* DIRECTIONS:
Copy exactly. Begin at the line containing "Describe the element at coordinates (881, 377)" and stop at the last line of the entries, omitting any pictures.

* Collected data entries:
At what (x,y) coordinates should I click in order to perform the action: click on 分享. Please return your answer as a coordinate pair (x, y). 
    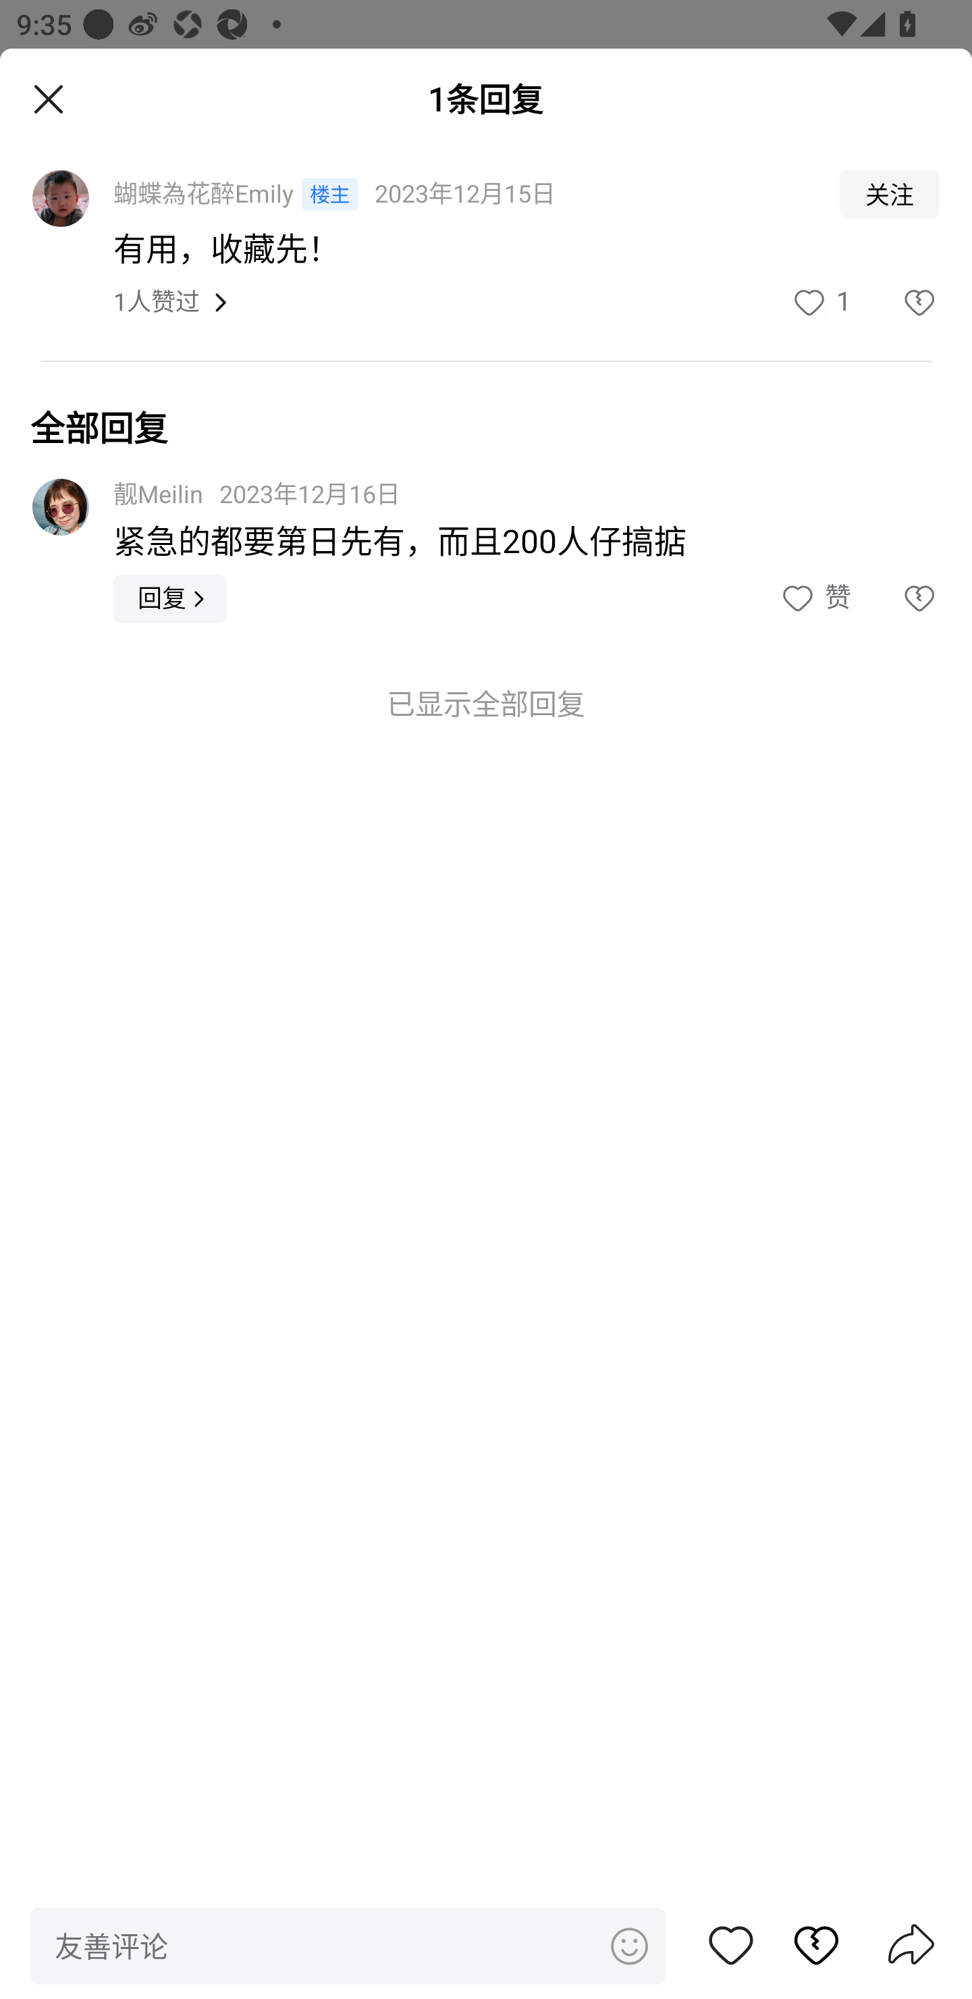
    Looking at the image, I should click on (912, 1946).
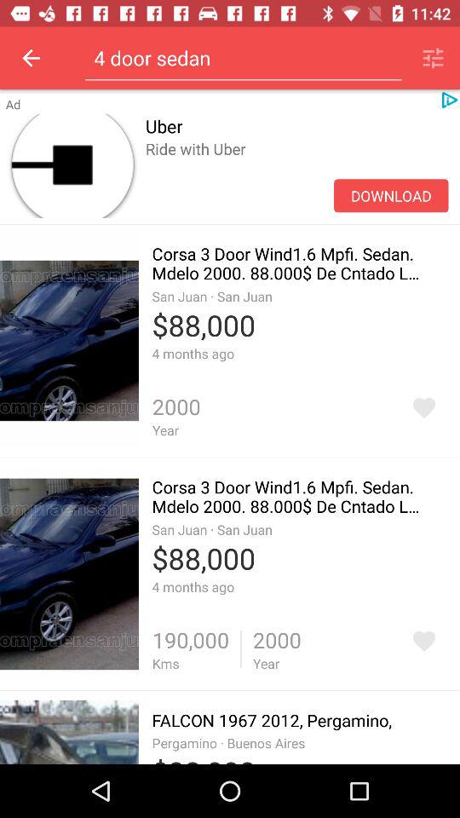  Describe the element at coordinates (297, 167) in the screenshot. I see `select the ride with uber item` at that location.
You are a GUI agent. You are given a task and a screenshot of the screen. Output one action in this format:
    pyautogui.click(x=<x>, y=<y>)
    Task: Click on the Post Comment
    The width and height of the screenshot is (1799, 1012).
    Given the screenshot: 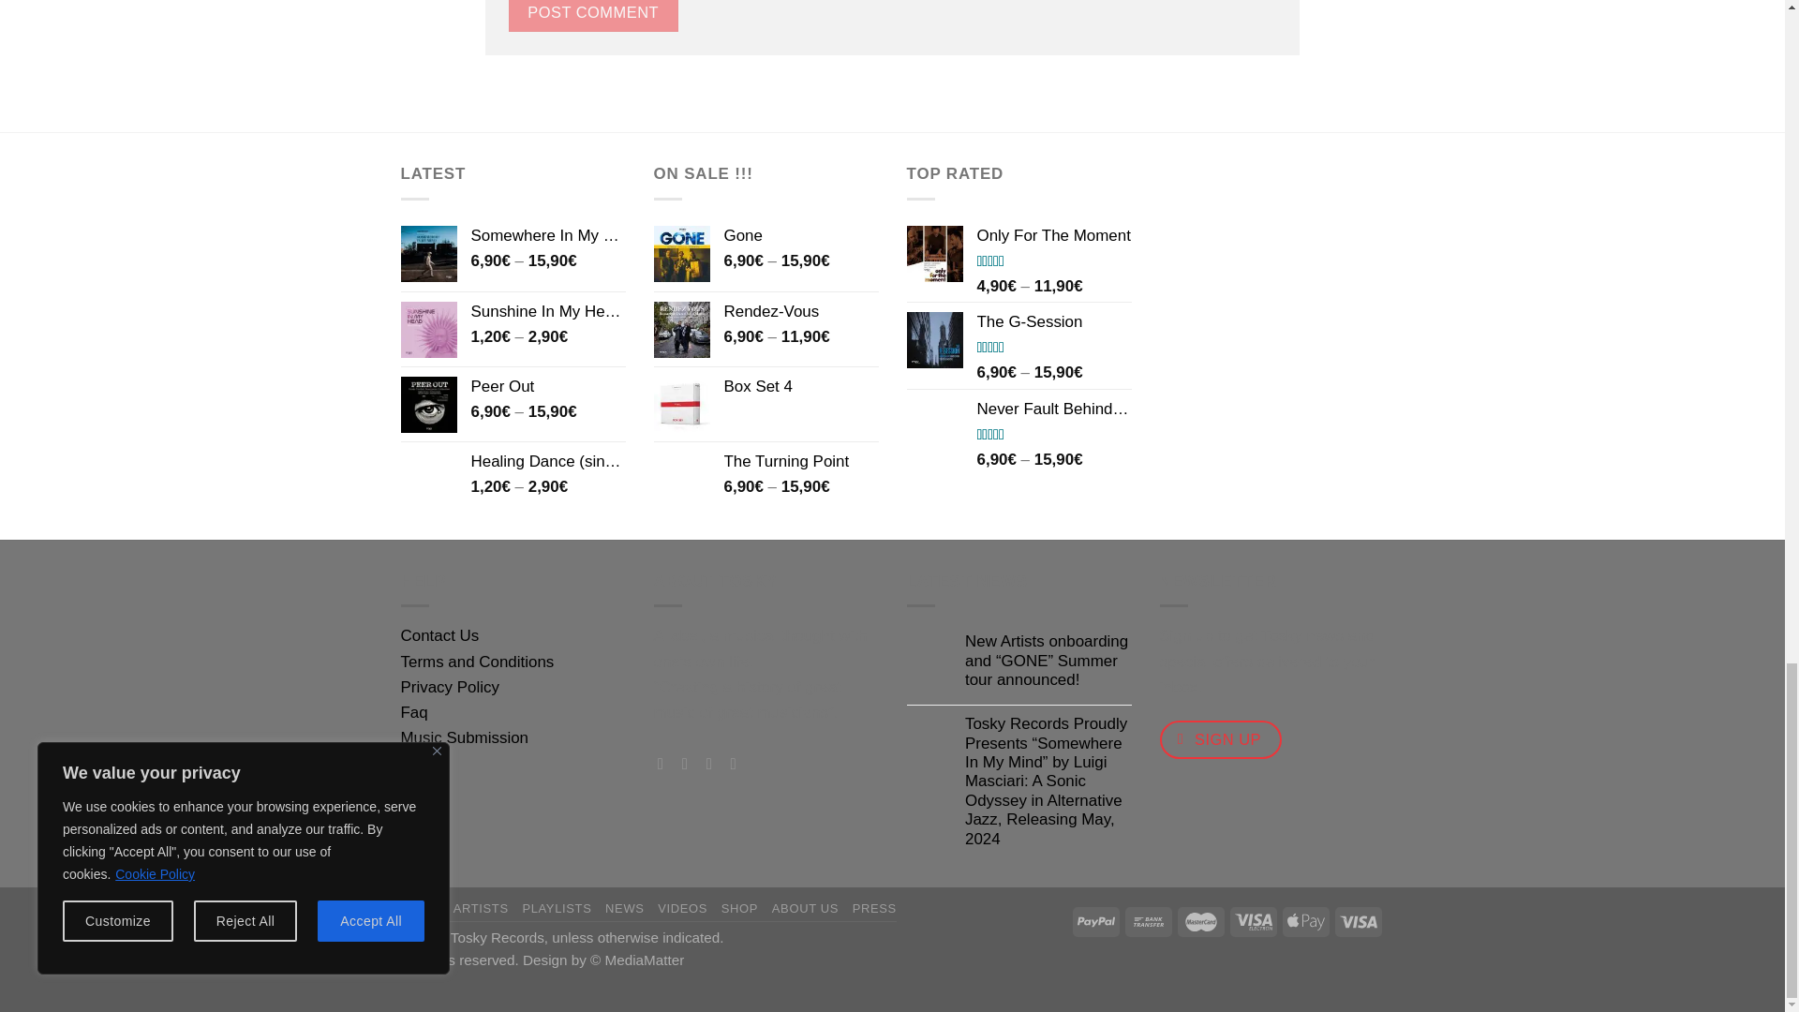 What is the action you would take?
    pyautogui.click(x=592, y=15)
    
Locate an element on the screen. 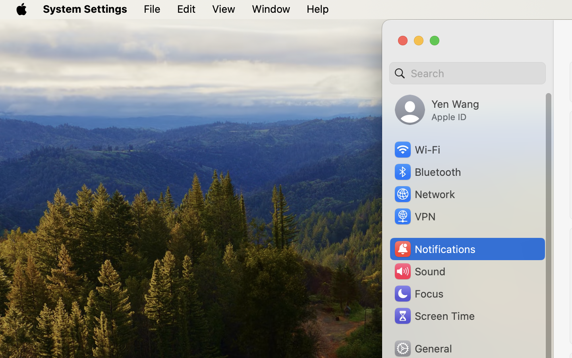  Network is located at coordinates (425, 194).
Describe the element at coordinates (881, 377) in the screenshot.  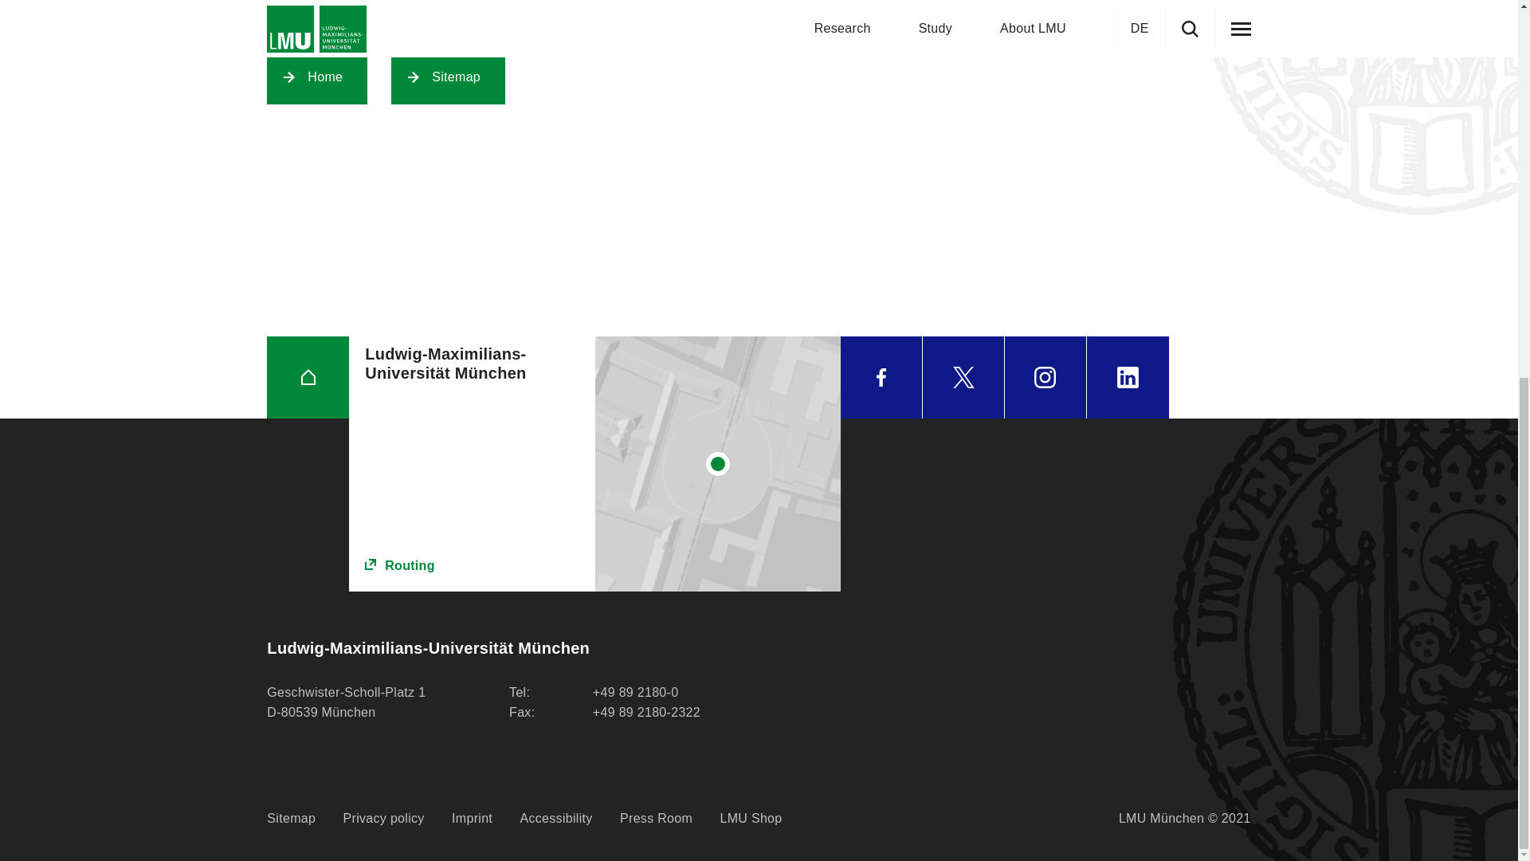
I see `Facebook` at that location.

* RESPONSE TO THIS TASK:
Describe the element at coordinates (881, 377) in the screenshot.  
I see `Facebook` at that location.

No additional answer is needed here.